On 23 May, the Governor-administration in J-K had ordered to mandatorily quarantine all passengers for a 14-day period. Mr. Hussain said that had he known this before, he “would have stayed in Ahmedabad’ instead. “If I cannot celebrate Eid at home, why would I come in the lockdown?”, he said.
Besides being away from home on this important festival, Mr. Hussain lamented not having the option to take a bath. “Nevermind new clothes [for Eid],” he said. “We don’t even have hot water here [in the quarantine facility].”
The lockdown in the Kashmir Valley was tightened ahead of the Muslim festival of Eid, without much official communication.
While Mr. Hussain seems to have accepted his fate, 23-year-old Gafira Qadir has not.

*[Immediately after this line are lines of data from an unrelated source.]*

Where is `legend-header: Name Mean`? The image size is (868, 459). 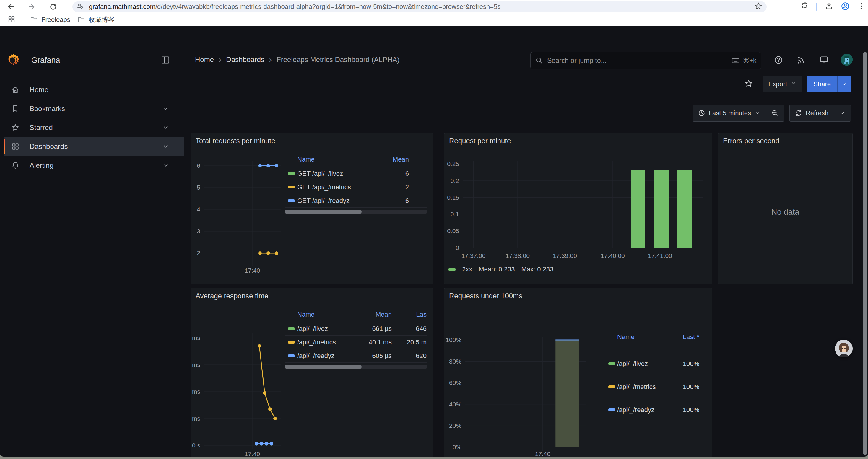
legend-header: Name Mean is located at coordinates (356, 161).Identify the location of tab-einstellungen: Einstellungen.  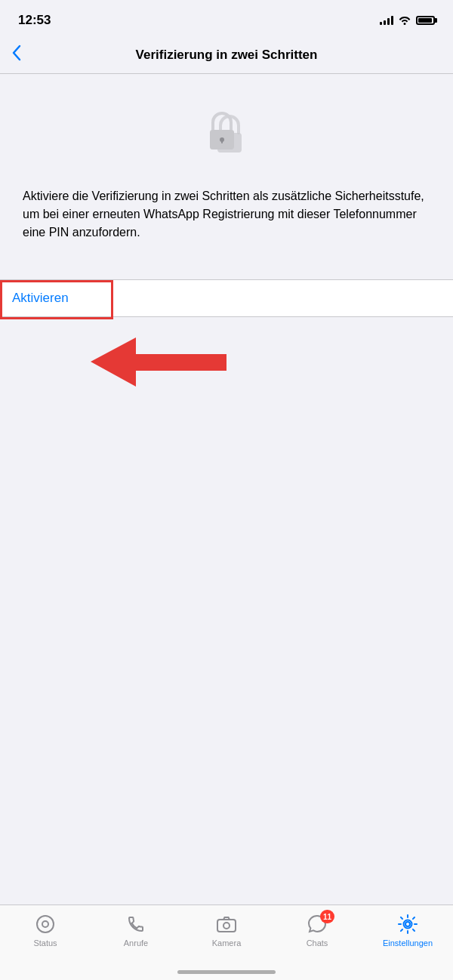
(408, 930).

After spending “two difficult months” under lockdown in Noida, Uttar Pradesh, where she had gone for an internship, she boarded the train to Jammu “hoping to spend Eid with family at home”.
She was among the batch of fifty-six travellers lodged at the Zakura Boys Hostel of the University of Kashmir in Srinagar’s outskirts, currently designated as a quarantine facility, since 17 May. This would be her first “sad Eid”, she told The Kashmir Walla over the phone.
Ms. Qadir said that she would have made peace with this if it was not for the forty-nine people, from the batch, who had tested negative and were sent home. Ten days after her samples were taken, on 16 May, in Jammu to test for the COVID-19 test, the results are yet to come.
She is content at going back home and a few other people quarantined with her also reached out to the district administration with the issues. Srinagar’s District Magistrate, Shahid Choudhary, had replied in a tweet that owing to the pandemic, neither Ramzan—when Muslims observe a month-long fast from dawn till dusk—nor the subsequent festival of Eid celebrated to mark the month’s end would be “normal”. “Please exert no pressure for sending quarantined home without reports,” he tweeted. “It’s not a normal life.”
She said her mother panicked on their last phone call. “I would be at peace if you were at home,” she recalled her mother having told her. “This is Eid, but it does not feel like that anymore.”
However, without the results Ms. Qadir can’t leave the quarantine facility. “This facility is like a jail,” she said. “I feel like living in a morgue-room: it is small, or maybe that’s how life is like right now.” But this did not mean she would miss out on receiving eidyan–money given by elders as a token of blessings. “I’ll give them my account number,” she said, laughing. “At least I deserve that much.”
Meanwhile Mr. Hussain still has to wait to gift his daughter an iPad that she had been patiently waiting for. “I just wanted to send this gift somehow,” he said. “Even if I stay trapped this Eid here, the gift could have reach her. [But] that wasn’t possible because we had no transport facility.”
This Eid in Kashmir reflects the dystopia of our times. Mosques and markets have remained shut. Meetings are rare, giving a hug to greet someone seems risky. Although lockdowns are not new to Kashmir—this is the second Eid under a lockdown—the coronavirus pandemic has turned the world upside, taluk peth as it would be said in Kashir.